Bait and Switch: Human Rights and U.S. Foreign Policy. By
Julie A. Mertus. New York: Routledge, 2004. 320p. $75.00 cloth, $19.95
paper.
In her timely book, Julie Mertus argues that the United States is one
of the world's leading architects and promoters of international
human rights. However, the United States, much like an unscrupulous car
dealer, “uses its wealth and influence to mislead other states about
its commitment to the human rights framework, appearing as universalist
when actually it is applying double-standards” (p. 210). In other
words, the United States relies on one set of human rights standards for
itself and another set of standards to judge other states. Mertus starts
out her project hoping to discover that human rights norms have become
“deeply embedded,” “institutionalized,” or
“internalized” into the U.S. foreign policy framework.
Instead, she finds that both the executive branch and the Defense
Department routinely override human rights concerns in favor of
instrumental foreign policy gains. This American exceptionalism or
exemptionalism of excusing itself from institutions and norms that it
establishes and purports to follow has prevented human rights norms from
fully embedding themselves into U.S. foreign policy. Mertus points to an
inherent ambivalence and structural inability of the United States to
actually follow through on its very own human rights goals. She finds some
evidence to suggest that it indeed does respect and value human rights,
but there is strong counterevidence to suggest that it is not able to
actually translate human rights aspirations to meaningful policies.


Work task |
Begin the copy at the line that contains "The height and width of the screenshot is (307, 659).", end it at the last line of the entries below, keep every word exact, and include no pictures.

Items listed in a dataset:
-- Opening Marker --

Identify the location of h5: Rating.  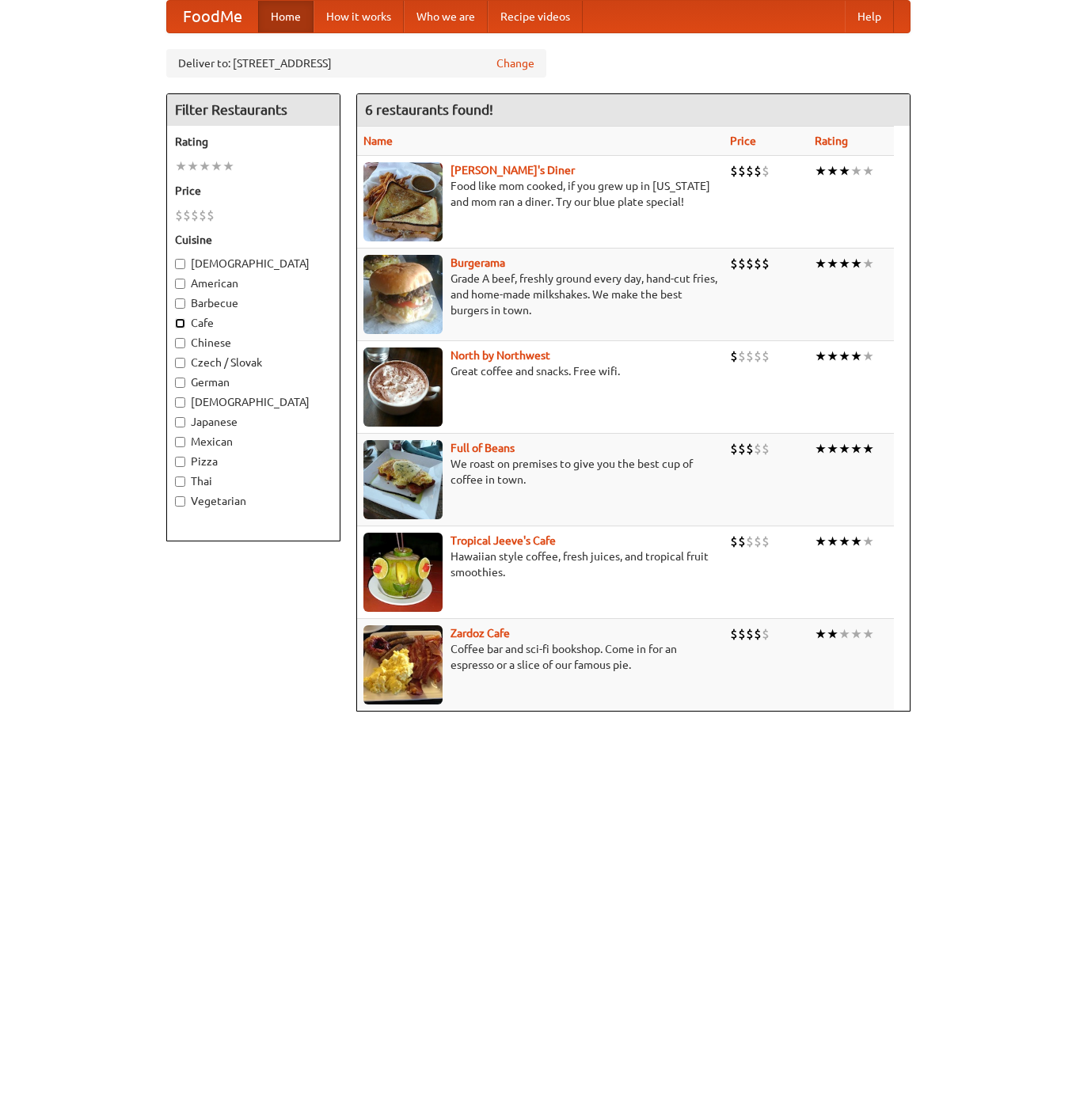
(254, 142).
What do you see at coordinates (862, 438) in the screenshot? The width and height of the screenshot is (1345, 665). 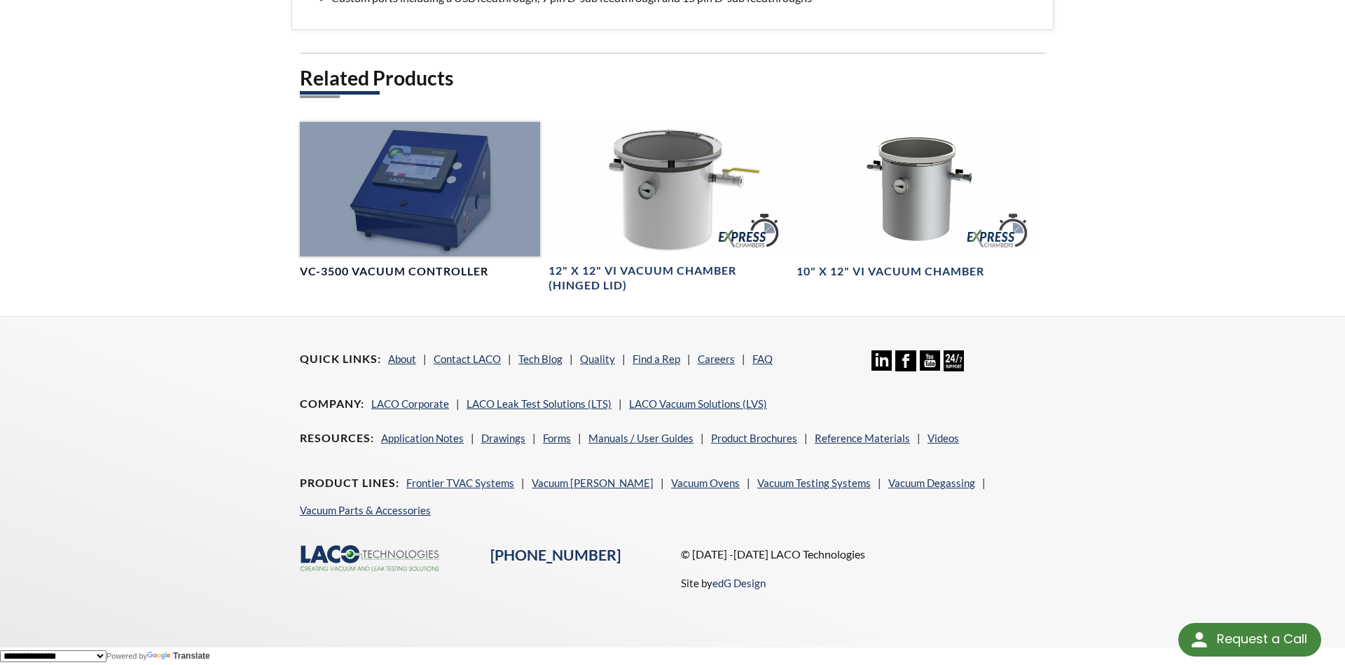 I see `a: Reference Materials` at bounding box center [862, 438].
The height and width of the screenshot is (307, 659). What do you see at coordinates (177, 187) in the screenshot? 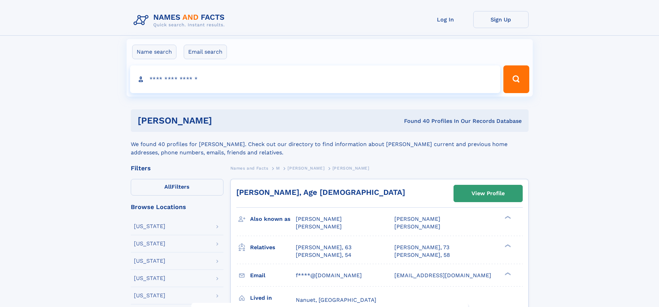
I see `label: Filters` at bounding box center [177, 187].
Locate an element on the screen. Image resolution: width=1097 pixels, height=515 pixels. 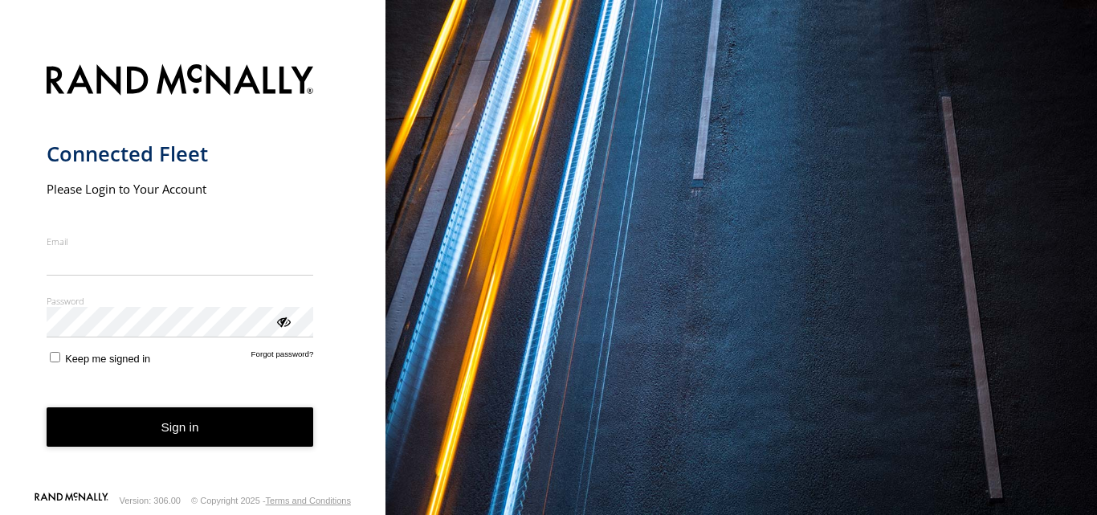
span: Keep me signed in is located at coordinates (108, 358).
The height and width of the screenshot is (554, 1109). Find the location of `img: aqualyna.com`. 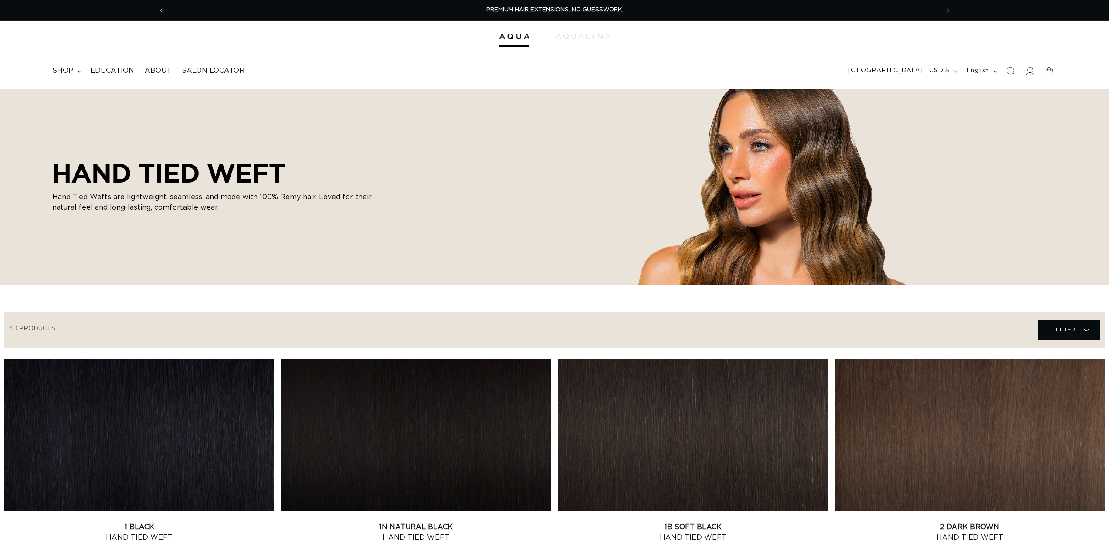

-- Closing Marker --

Solution to this problem |
The height and width of the screenshot is (307, 659). What do you see at coordinates (177, 187) in the screenshot? 
I see `label: Filters` at bounding box center [177, 187].
Locate an element on the screen. Image resolution: width=1097 pixels, height=515 pixels. 
span: Keep me signed in is located at coordinates (108, 358).
The height and width of the screenshot is (554, 1109). Find the location of `img: aqualyna.com`. 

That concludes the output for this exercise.